Gina Gayle, Ph.D., is a photojournalist, Associate Professor of the Practice at Boston University College of Communication, and the Boston University News Service Editor Emerita.
Throughout her journalism career, Dr. Gayle worked for newspapers, many of which were Hearst owned, across the country. She shifted into full-time academia in 2008, recently joining the BU community from Emerson College.
Dr. Gayle teaches Visual Storytelling (COMJO 205) and Newsroom (COMJO 400) this spring semester. Her Newsroom course offers a collaborative partnership with The Needham Observer, a non-profit start-up, allowing students to contribute to community news storytelling.

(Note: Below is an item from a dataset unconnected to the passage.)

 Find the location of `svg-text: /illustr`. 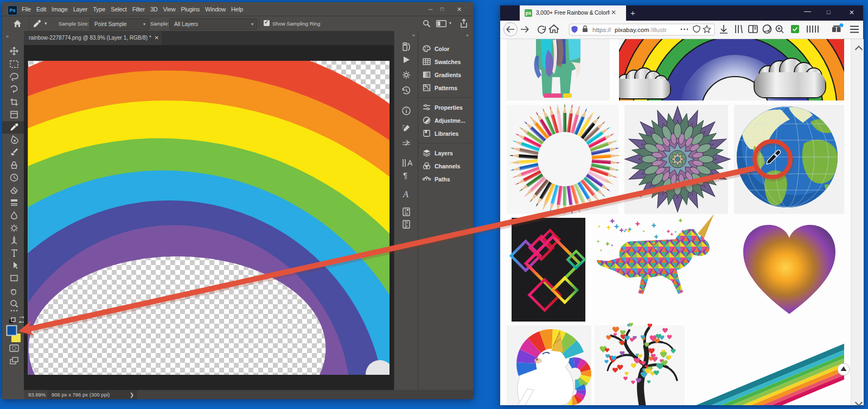

svg-text: /illustr is located at coordinates (659, 30).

The transition from working in the field to teaching was smooth for Dr. Gayle. She said, “When you’re teaching, you’re keeping your skills sharp. In order to pass on that knowledge, you have to really, fully understand it.”
“I love teaching because I love the energy of the young people,” she said.
Dr. Gayle encourages her BU students to involve themselves with visuals, her preferred form of storytelling. Any class that she can get her students to interact with visuals, such as still images or videos, is her favorite.
“I want them to make good stuff,” Dr. Gayle said.
While teaching, she is also leading her second semester at BU News Service. She began overseeing the student-run multimedia publication this past fall.
“It’s been really great to work with the BUNS editors and the reporters,” Dr. Gayle said. “Going forward, I hope that more people will be interested in working on BUNS and that we get to expand our newsroom and our coverage.”
In honor of influential women, Dr. Gayle recognizes her mom, grandmother and aunt as admiral female figures throughout her life. She notes that all three women created the life they wanted for themselves.
She said: “They were all very strong women. They all had goals and dreams that, for especially my grandmother, for a black woman in the South, she directed her life.”
Her inspiration for education comes from her aunt, who put herself through a master’s degree as a single mother. Her mom, well, she “loved life, she was fun. She created the life that she wanted, which was not easy. It was not easy for any of them,” Dr. Gayle said.
She told journalists everywhere, “Visuals, visuals, visuals … Always have visuals, but do them well.”